• A biography published by the Royal Society shortly after Turing's death
  • Since 1966, the Turing Award has been given every year by the Association for Computing Machinery. It is  considered to be the computing world's highest honor, equivalent to the Nobel Prize.
  • Breaking the Code is a 1986 play by Hugh Whitemore about Alan Turing
  • On June 23 1998, on what would have been Turing's 86th birthday, his biographer, Andrew Hodges, unveiled an official English Heritage blue plaque at his birthplace and childhood home Warrington Crescent, London.
  •  In 1994, a stretch of the A6010 road (the Manchester city intermediate ring road) was named "Alan Turing Way".

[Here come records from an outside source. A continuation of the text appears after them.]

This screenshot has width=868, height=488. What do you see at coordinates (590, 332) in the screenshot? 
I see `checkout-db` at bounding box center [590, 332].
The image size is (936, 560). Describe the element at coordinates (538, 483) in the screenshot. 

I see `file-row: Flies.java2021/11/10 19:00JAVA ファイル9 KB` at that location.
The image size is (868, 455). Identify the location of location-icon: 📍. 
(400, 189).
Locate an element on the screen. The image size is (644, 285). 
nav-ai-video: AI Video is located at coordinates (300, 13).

  • A statue of Turing was unveiled in Manchester on  June 23 2002 om Sackville Park.
  • In 1999, TIme Magazine  named Turing as one of the 100 most important people of the 20th century.

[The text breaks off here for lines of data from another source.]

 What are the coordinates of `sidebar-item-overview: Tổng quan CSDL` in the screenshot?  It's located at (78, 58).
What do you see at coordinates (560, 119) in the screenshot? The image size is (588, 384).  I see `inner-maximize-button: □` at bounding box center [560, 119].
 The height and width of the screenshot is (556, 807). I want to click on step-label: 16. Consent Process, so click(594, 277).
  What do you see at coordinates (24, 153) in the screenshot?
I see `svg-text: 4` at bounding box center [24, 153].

  • In 2002, Turing was ranked twenty-first on the BBC nationwide poll of the 100 greatest britons.
 
Alan Turing was truly a great man. He changed so many things and if it weren't for him, I would not be blogging this right now. Everyone who opens a word document and types away at a keyboard, or clicks to another tab, or uses any computer system, owes thanks to Turing for these things would not exist if he had not pursued mathematics and cryptology. If it were not for him we might not have won the war if he had not decrypted the Enigma code. Turing's brilliant mind has advanced our technology greatly. Although Turing changed things so deeply, he was punished for loving someone of the same gender. Turing was wronged, and I must say to him, I am sorry for what they had done to you, and thank  you for everything you have done for us. 

Death

10/7/2013

 
On June 8, 1954, Turing's cleaner found him dead. He had died the day before. The cause of death was cyanide poisoning. When the body was found, an apple lay half-eaten beside his bed, although the apple was not tested for cyanide, it was speculated that this was how the fatal dose was consumed. The suspicion was strengthened when his fascination with Snow White and the Seven Dwarfs was revealed. They determined that he had committed suicide. Turing was cremated at Working Crematorium on June 12 1954. Turing's ashes were scattered there, just as his father's had been.
 
In January 1952, I started a relationship with Arnold Murray, a 19-year-old unemployed man. I met Murray just before Christmas outside the Regal Cinema when walking down Manchester's Oxford Road and invited him to lunch. On January my house was burgled. Murray told me that the burglar was an acquaintance of his, and I reported the crime to the police. During the investigation I told of my relationship with Murray. During that time homesexual acts were illegal in the United Kingdom, and we were both charged with indecency under Section 11 of the Criminal Law Amendment Act 1885. The trial happened on February 27, where I pleaded "guilty" although I felt no remorse for what I had done. I was given a choice between imprisonment and probation if I agreed to take treatment designed to reduce libdo. I took treatment injection of stilboestrol and oestrogen for one year.
 
Following my work in the Bell Labs in the US, I chased my idea of electronic enciphering in speech of the telephone system. In the later part of war I moved to work for the Secret Service Radio Security Service at Hanslope park. There I developed further knowledge of electronics with the help of the engineer Donald Bayley. Together we undertook the job of designing and constructing a secure voice communications machine called Delilah.  It was intended to do many things but it wasn't able to be used for long distance radio transmissions and was built too late to be used in the war. Though the system did work, and I demonstrated it to officials by encrypting and decrypting a recording of Winstion Churchill.